If the love for salt and perfume can develop in utero, what other food preferences are we born with, and which are learned?

Taste the Truth

Our likes and dislikes of the Basic Tastes are connected, beautifully, with our built-in will to survive. “Taste is hardwired because you don’t want the newborn to have to learn anything before it avoids certain problems that could kill it. Well, the first thing that’s going to happen to a newborn is that if it doesn’t eat, it’s going to die. So you hardwire sweet to be very good, and you make mother’s milk sweet,” says Linda Bartoshuk.

Human breast milk derives 40 percent of its calories from lactose, otherwise known as milk sugar. Put a bit of sugar on your finger
15
and put it in a newborn’s mouth and you’ll see that the baby will communicate to you nonverbally that
this is a good thing! Give me more!
Wiring kids with an innate love of sweet tastes helps ensure that they’ll be able to nourish themselves.

Humans also need salt to survive, but babies don’t have a preference for salt from day one, because they simply cannot taste it. Human salt receptors aren’t mature at birth, even for the offspring of mothers who had morning sickness. Their saltaholic cravings, like all human babies’, don’t kick in until a few months after birth. There’s a horrifying case of a hospital in suburban Sydney,
Australia, that proved this fact in the worst way. An employee in the children’s ward accidentally used salt instead of sugar to make the infant formula, which in the late 1960s required measuring and mixing. The newborn babies drank the formula without fuss, given their immature, nonfunctioning salt receptors. Soon they sickened, but by the time they were diagnosed with salt poisoning, the mix-up had caused the deaths of four newborns. Adult humans also can die from salt overdoses, so imagine how sensitive a baby’s system is to the effects of high levels of salt. Breast-feeding infants is safest for them, although most baby formulas these days already have the sugar included. If yours does not, move the salt container away from where you mix it up.

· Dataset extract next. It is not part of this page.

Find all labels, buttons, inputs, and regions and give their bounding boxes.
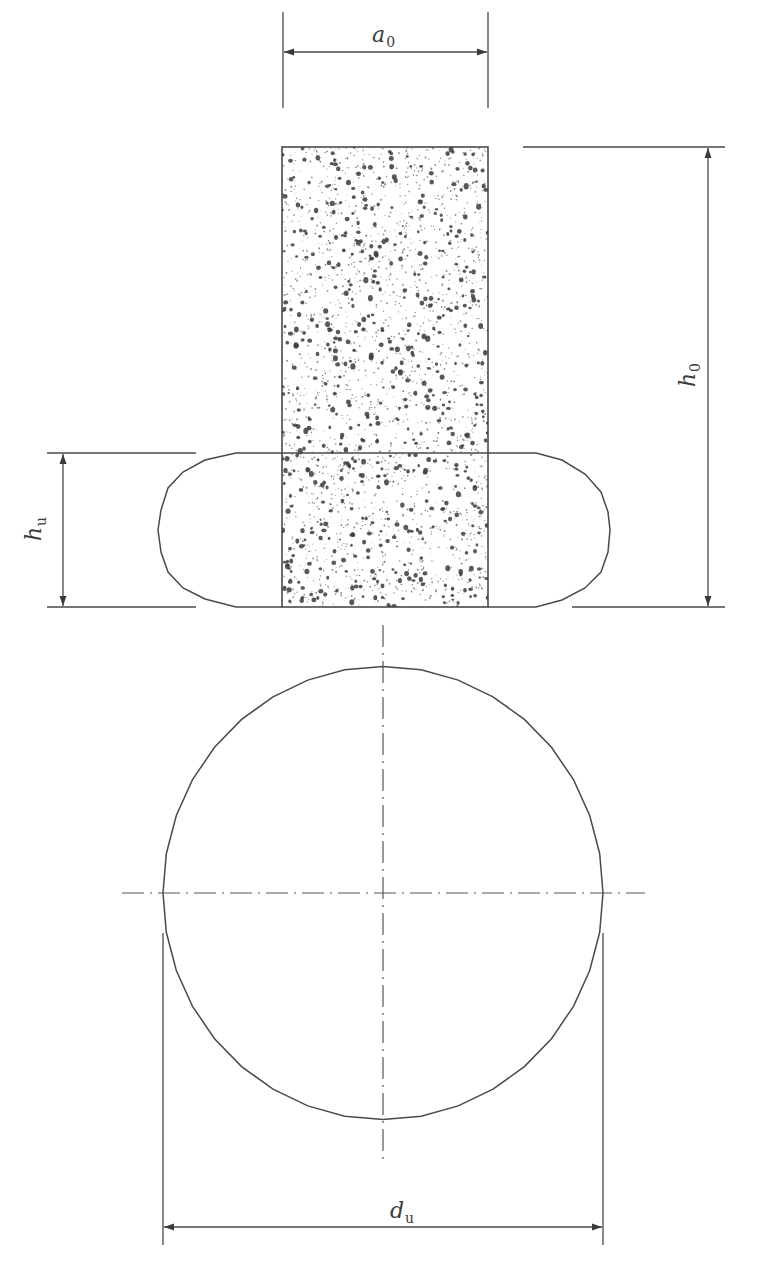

We know from research on salt preferences that infants develop a liking for salt at about four months of age. And then something interesting happens. Children under the age of three will drink salt water that a child over the age of three will reject. It seems that as the child’s salt receptors mature, she becomes more in tune with the context in which the saltiness occurs. After three years of age, kids will reject salty water yet accept salty soup broth at the same level of saltiness. Most adults reject salt water, which just doesn’t make culinary sense to us. Salty soup broth makes sense. Three years of age seems to be when food form and context become important in making decisions about what to eat. It’s when we begin to make sense of our food world.

Babies universally reject bitter foods. There’s a good evolutionary reason for this, too. Human babies are completely helpless when they’re born and rely almost entirely on adults for their survival. If a baby were left on his own, how would he know what to eat? Most babies will put anything into their mouth, and most babies take immediately to sucking on a nipple, no instruction required. They have the instinct to get things into their mouth. But if babies—and children—would universally swallow anything, they’d be at great risk because they have undeveloped immune and digestive systems. An instinctive rejection of bitter foods is thus protective of human babies’ lives. This explains why kids don’t (usually) drink coffee, tea, or enjoy Brussels sprouts or broccoli. It’s the remnants of their protective wiring hanging on. I asked Gary Beauchamp, director of Monell, if he had any advice for mothers who want their kids to eat more vegetables. His response was not to force children to eat anything. “Kids are smart not to like vegetables. They’re onto something. You’re fighting some real biology there,” he said.